Prompt 1: Verify Skill Structure
I just created my model-alignment skill. Review the structure and tell me:
1. Does it follow the SKILL.md format correctly?
2. Is the content grounded in documentation (not hallucinated)?
3. What sections should I add as I learn more about alignment?
Here is my skill:
[paste your SKILL.md content]
What you are learning: Critical evaluation of your own skill structure. Your AI partner helps identify gaps before you invest time in an incomplete skill.
Prompt 2: Connect to Task API Safety
My Task API model helps users manage tasks. Looking at my model-alignment skill,
what specific safety concerns should I address? Think about:
- What harmful tasks could users try to create?
- How might users try to manipulate the assistant?
- What legitimate requests might accidentally trigger false refusals?
What you are learning: Domain-specific safety thinking. Generic alignment is not enough. You need to understand the specific risks in your application.

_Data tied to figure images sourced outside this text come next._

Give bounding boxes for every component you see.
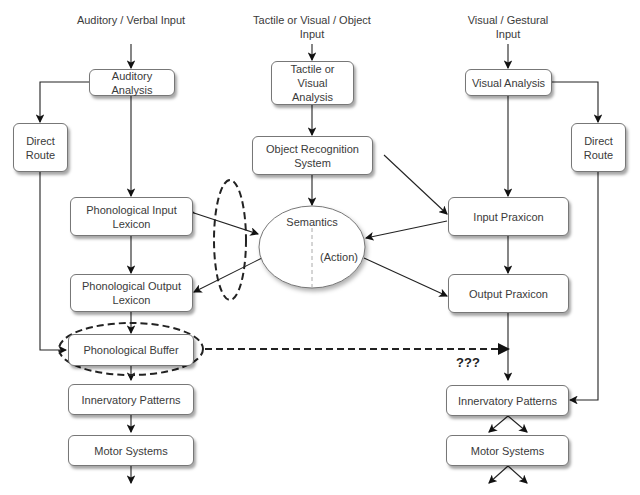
unknown-link-annotation: ??? — [456, 355, 480, 370]
input-praxicon-box: Input Praxicon — [448, 197, 569, 236]
left-motor-systems-box: Motor Systems — [68, 435, 194, 466]
right-motor-systems-box: Motor Systems — [446, 435, 569, 466]
right-direct-route-box: Direct Route — [571, 123, 626, 172]
output-praxicon-box: Output Praxicon — [448, 274, 569, 313]
tactile-input-label: Tactile or Visual / Object Input — [242, 13, 382, 41]
auditory-analysis-box: Auditory Analysis — [89, 69, 175, 96]
auditory-input-label: Auditory / Verbal Input — [66, 13, 196, 27]
left-innervatory-patterns-box: Innervatory Patterns — [68, 384, 194, 415]
phonological-input-lexicon-box: Phonological Input Lexicon — [70, 197, 193, 236]
object-recognition-system-box: Object Recognition System — [252, 136, 373, 175]
semantics-label: Semantics — [282, 215, 342, 229]
visual-input-label: Visual / Gestural Input — [463, 13, 553, 41]
phonological-buffer-box: Phonological Buffer — [68, 334, 194, 366]
action-label: (Action) — [314, 250, 364, 264]
tactile-visual-analysis-box: Tactile or Visual Analysis — [271, 61, 354, 105]
right-innervatory-patterns-box: Innervatory Patterns — [446, 385, 569, 416]
phonological-output-lexicon-box: Phonological Output Lexicon — [70, 274, 193, 312]
visual-analysis-box: Visual Analysis — [465, 69, 552, 96]
left-direct-route-box: Direct Route — [13, 123, 68, 172]
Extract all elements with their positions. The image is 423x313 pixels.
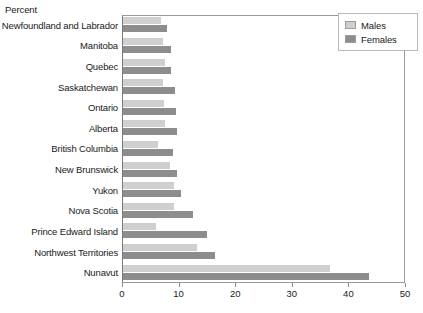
legend-swatch-icon	[345, 35, 356, 43]
chart-legend: MalesFemales	[338, 13, 418, 51]
chart-row: Nunavut	[0, 262, 423, 283]
category-label: Ontario	[0, 102, 118, 113]
chart-row: Ontario	[0, 97, 423, 118]
bar-chart: Percent Newfoundland and LabradorManitob…	[0, 0, 423, 313]
bar-males	[123, 100, 164, 107]
category-label: Quebec	[0, 61, 118, 72]
chart-row: Saskatchewan	[0, 77, 423, 98]
category-label: New Brunswick	[0, 164, 118, 175]
bar-females	[123, 25, 167, 32]
x-tick-label: 40	[343, 288, 354, 299]
bar-females	[123, 67, 171, 74]
x-tick-mark	[235, 283, 236, 287]
chart-row: Yukon	[0, 180, 423, 201]
category-label: British Columbia	[0, 143, 118, 154]
bar-males	[123, 17, 161, 24]
category-label: Saskatchewan	[0, 82, 118, 93]
category-label: Nova Scotia	[0, 205, 118, 216]
bar-males	[123, 38, 163, 45]
bar-males	[123, 59, 165, 66]
bar-females	[123, 108, 176, 115]
x-tick-mark	[292, 283, 293, 287]
bar-females	[123, 252, 215, 259]
bar-males	[123, 203, 174, 210]
bar-females	[123, 46, 171, 53]
category-label: Newfoundland and Labrador	[0, 20, 118, 31]
bar-males	[123, 265, 330, 272]
x-tick-label: 20	[230, 288, 241, 299]
bar-males	[123, 120, 165, 127]
bar-males	[123, 141, 158, 148]
category-label: Alberta	[0, 123, 118, 134]
chart-row: Nova Scotia	[0, 201, 423, 222]
x-tick-mark	[348, 283, 349, 287]
bar-males	[123, 223, 156, 230]
x-tick-label: 30	[287, 288, 298, 299]
bar-females	[123, 273, 369, 280]
x-tick-mark	[179, 283, 180, 287]
category-label: Northwest Territories	[0, 247, 118, 258]
bar-males	[123, 182, 174, 189]
x-tick-mark	[122, 283, 123, 287]
bar-males	[123, 79, 163, 86]
bar-females	[123, 231, 207, 238]
category-label: Manitoba	[0, 40, 118, 51]
category-label: Nunavut	[0, 267, 118, 278]
chart-row: Alberta	[0, 118, 423, 139]
x-tick-label: 0	[119, 288, 124, 299]
x-tick-label: 10	[173, 288, 184, 299]
bar-females	[123, 149, 173, 156]
bar-females	[123, 170, 177, 177]
bar-females	[123, 128, 177, 135]
bar-females	[123, 190, 181, 197]
category-label: Yukon	[0, 185, 118, 196]
bar-females	[123, 87, 175, 94]
category-label: Prince Edward Island	[0, 226, 118, 237]
x-tick-mark	[405, 283, 406, 287]
legend-swatch-icon	[345, 21, 356, 29]
legend-item-females: Females	[345, 33, 411, 45]
bar-males	[123, 162, 170, 169]
chart-row: Northwest Territories	[0, 242, 423, 263]
chart-row: New Brunswick	[0, 159, 423, 180]
bar-males	[123, 244, 197, 251]
chart-row: Prince Edward Island	[0, 221, 423, 242]
bar-females	[123, 211, 193, 218]
chart-row: British Columbia	[0, 139, 423, 160]
legend-item-males: Males	[345, 19, 411, 31]
legend-label: Males	[361, 20, 386, 31]
legend-label: Females	[361, 34, 397, 45]
x-tick-label: 50	[400, 288, 411, 299]
x-axis: 01020304050	[122, 283, 405, 309]
y-axis-caption: Percent	[5, 4, 37, 15]
chart-row: Quebec	[0, 56, 423, 77]
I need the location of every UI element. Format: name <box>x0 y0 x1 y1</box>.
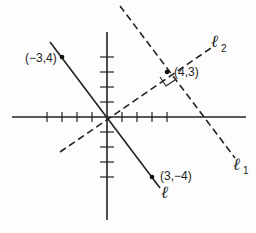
coordinate-diagram: (−3,4) (4,3) (3,−4) ℓ ℓ 2 ℓ 1 <box>0 0 256 233</box>
line-label-l2: ℓ <box>211 31 218 51</box>
line-l1 <box>120 6 235 158</box>
line-label-l2-subscript: 2 <box>221 43 227 54</box>
line-l <box>50 42 160 188</box>
diagram-canvas: (−3,4) (4,3) (3,−4) ℓ ℓ 2 ℓ 1 <box>0 0 256 233</box>
point-label-4-3: (4,3) <box>174 65 199 79</box>
line-label-l1-subscript: 1 <box>243 165 249 176</box>
point-label-neg3-4: (−3,4) <box>25 51 57 65</box>
point-3-neg4 <box>150 175 155 180</box>
point-label-3-neg4: (3,−4) <box>160 169 192 183</box>
point-4-3 <box>165 70 170 75</box>
line-label-l: ℓ <box>161 182 168 202</box>
point-neg3-4 <box>60 55 65 60</box>
line-label-l1: ℓ <box>233 154 240 174</box>
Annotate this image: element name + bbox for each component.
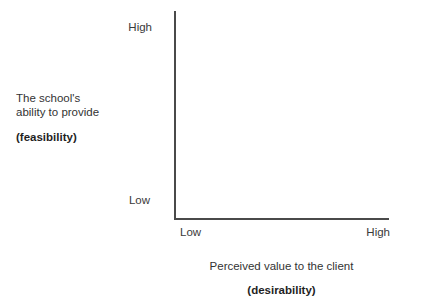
- y-axis-title-emphasis: (feasibility): [16, 130, 166, 144]
- y-axis-title: The school's ability to provide (feasibi…: [16, 91, 166, 144]
- plot-area: [176, 11, 389, 218]
- x-axis-title: Perceived value to the client (desirabil…: [174, 259, 389, 297]
- y-axis-title-line-2: ability to provide: [16, 105, 166, 119]
- x-axis-title-emphasis: (desirability): [174, 283, 389, 297]
- x-axis-tick-high: High: [300, 226, 390, 239]
- x-axis-tick-low: Low: [180, 226, 201, 239]
- y-axis-title-line-1: The school's: [16, 91, 166, 105]
- x-axis-title-line-1: Perceived value to the client: [174, 259, 389, 273]
- prioritization-matrix-figure: High Low Low High The school's ability t…: [0, 0, 431, 305]
- y-axis-tick-low: Low: [0, 194, 150, 207]
- x-axis-line: [174, 218, 389, 220]
- y-axis-tick-high: High: [0, 21, 152, 34]
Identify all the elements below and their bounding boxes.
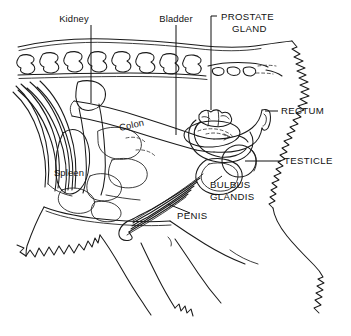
hind-leg-inner-contour [141, 243, 175, 308]
label-bulbus-glandis-line1: BULBUS [210, 179, 251, 190]
sacral-dash-2 [256, 73, 273, 74]
belly-to-groin [26, 207, 44, 256]
ribs-group [13, 81, 76, 196]
sacral-vertebrae-group [208, 63, 282, 76]
sacral-vertebra-2 [227, 67, 240, 75]
colon-continuation-upper [198, 136, 214, 139]
intestine-loop-2 [108, 158, 147, 188]
intestine-hidden-2 [136, 150, 156, 157]
rib-2-inner [18, 90, 56, 191]
spine-ventral-line [18, 73, 206, 76]
tail-fur-lower-tail [273, 208, 324, 313]
prostate-lobe-line-2 [218, 110, 219, 126]
hind-limb-group [17, 207, 258, 316]
penis-tip [119, 219, 133, 241]
hind-leg-rear-contour [175, 239, 221, 303]
viscera-divider [106, 195, 140, 200]
bladder-neck [239, 136, 248, 142]
prostate-group [199, 110, 232, 127]
groin-fur-left-tip [17, 245, 26, 256]
intestine-hidden-1 [126, 137, 146, 143]
duct-arrow [224, 134, 230, 140]
lower-body-to-leg [170, 221, 245, 264]
label-bladder: Bladder [159, 13, 192, 24]
prostate-outline [199, 110, 232, 127]
rectum-upper-wall [214, 110, 262, 139]
vertebra-6 [136, 53, 155, 73]
tail-fur-outline-group [269, 41, 324, 313]
vertebra-8 [183, 55, 201, 74]
colon-left-end [70, 101, 74, 116]
anatomy-illustration: Kidney Bladder PROSTATE GLAND RECTUM TES… [0, 0, 351, 336]
spine-ventral-line-2 [19, 77, 207, 80]
vertebra-2 [40, 53, 59, 73]
rear-thigh-inner [230, 250, 258, 264]
label-prostate-gland-line2: GLAND [232, 23, 267, 34]
label-prostate-gland-line1: PROSTATE [221, 11, 274, 22]
sacral-dash-1 [258, 65, 276, 66]
kidney-fascia-2 [99, 104, 105, 195]
rectum-lower-wall [214, 128, 262, 152]
anatomy-diagram: Kidney Bladder PROSTATE GLAND RECTUM TES… [0, 0, 351, 336]
hind-leg-inner-jag [175, 304, 193, 316]
rump-fur-jagged-top [292, 41, 309, 103]
label-rectum: RECTUM [281, 105, 324, 116]
back-top-outline [18, 39, 292, 47]
dorsal-outline-group [18, 39, 292, 51]
penis-group [119, 174, 203, 241]
label-spleen: Spleen [54, 167, 84, 178]
groin-fur-jagged [26, 235, 100, 257]
label-testicle: TESTICLE [284, 155, 333, 166]
label-penis: PENIS [177, 210, 208, 221]
sacral-vertebra-1 [212, 68, 224, 76]
vertebra-1 [17, 55, 35, 74]
lumbar-vertebrae-group [17, 52, 207, 80]
vertebra-5 [112, 52, 131, 72]
vertebra-3 [64, 52, 83, 72]
vas-deferens-dash [206, 133, 228, 137]
prostate-texture-2 [221, 116, 229, 119]
back-second-outline [19, 42, 261, 50]
anal-sphincter-detail [263, 114, 266, 126]
leader-lines-group [91, 16, 281, 213]
prostate-lobe-line-1 [208, 111, 209, 126]
sacrum-outline [208, 63, 268, 67]
stifle-mark [168, 237, 171, 246]
sacral-vertebra-3 [243, 67, 256, 76]
label-bulbus-glandis-line2: GLANDIS [210, 191, 255, 202]
label-kidney: Kidney [59, 13, 89, 24]
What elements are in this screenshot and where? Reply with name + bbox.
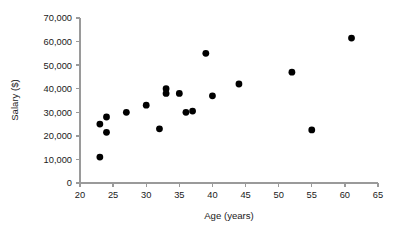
y-tick-label: 40,000 (44, 84, 72, 94)
y-tick-label: 50,000 (44, 61, 72, 71)
y-tick-label: 0 (67, 178, 72, 188)
scatter-chart: 010,00020,00030,00040,00050,00060,00070,… (0, 0, 395, 234)
y-axis: 010,00020,00030,00040,00050,00060,00070,… (44, 13, 80, 188)
data-point (96, 121, 103, 128)
x-axis: 20253035404550556065 (75, 183, 383, 200)
x-tick-label: 25 (108, 190, 118, 200)
data-point (348, 35, 355, 42)
x-tick-label: 45 (240, 190, 250, 200)
data-point (163, 90, 170, 97)
data-point (103, 129, 110, 136)
x-tick-label: 60 (340, 190, 350, 200)
data-point (96, 154, 103, 161)
data-point (123, 109, 130, 116)
data-point (189, 108, 196, 115)
x-tick-label: 55 (307, 190, 317, 200)
data-points-layer (96, 35, 354, 161)
x-tick-label: 20 (75, 190, 85, 200)
data-point (143, 102, 150, 109)
x-tick-label: 35 (174, 190, 184, 200)
data-point (236, 81, 243, 88)
data-point (202, 50, 209, 57)
x-tick-label: 50 (273, 190, 283, 200)
y-tick-label: 20,000 (44, 131, 72, 141)
data-point (289, 69, 296, 76)
y-axis-title: Salary ($) (9, 79, 20, 121)
data-point (156, 125, 163, 132)
data-point (176, 90, 183, 97)
y-tick-label: 70,000 (44, 13, 72, 23)
x-axis-title: Age (years) (204, 210, 254, 221)
y-tick-label: 60,000 (44, 37, 72, 47)
data-point (308, 127, 315, 134)
plot-area: 010,00020,00030,00040,00050,00060,00070,… (0, 0, 395, 234)
y-tick-label: 10,000 (44, 155, 72, 165)
x-tick-label: 65 (373, 190, 383, 200)
x-tick-label: 30 (141, 190, 151, 200)
y-tick-label: 30,000 (44, 108, 72, 118)
data-point (209, 92, 216, 99)
data-point (183, 109, 190, 116)
x-tick-label: 40 (207, 190, 217, 200)
data-point (103, 114, 110, 121)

Prompt 3: Validate Against TRL Docs
Compare my skill's DPO configuration recommendations against the official
TRL documentation. Are there any discrepancies? Any best practices
I should add?
Specifically check:
1. Beta parameter recommendations
2. Learning rate guidance
3. Batch size configuration for T4 GPU
What you are learning: Documentation verification. You are building the habit of validating AI-generated content against authoritative sources.
Safety Note
As you create skills from documentation, remember that AI tools may not have the most current information. TRL is actively developed, and best practices evolve. Always verify critical configuration values against the official source before production use.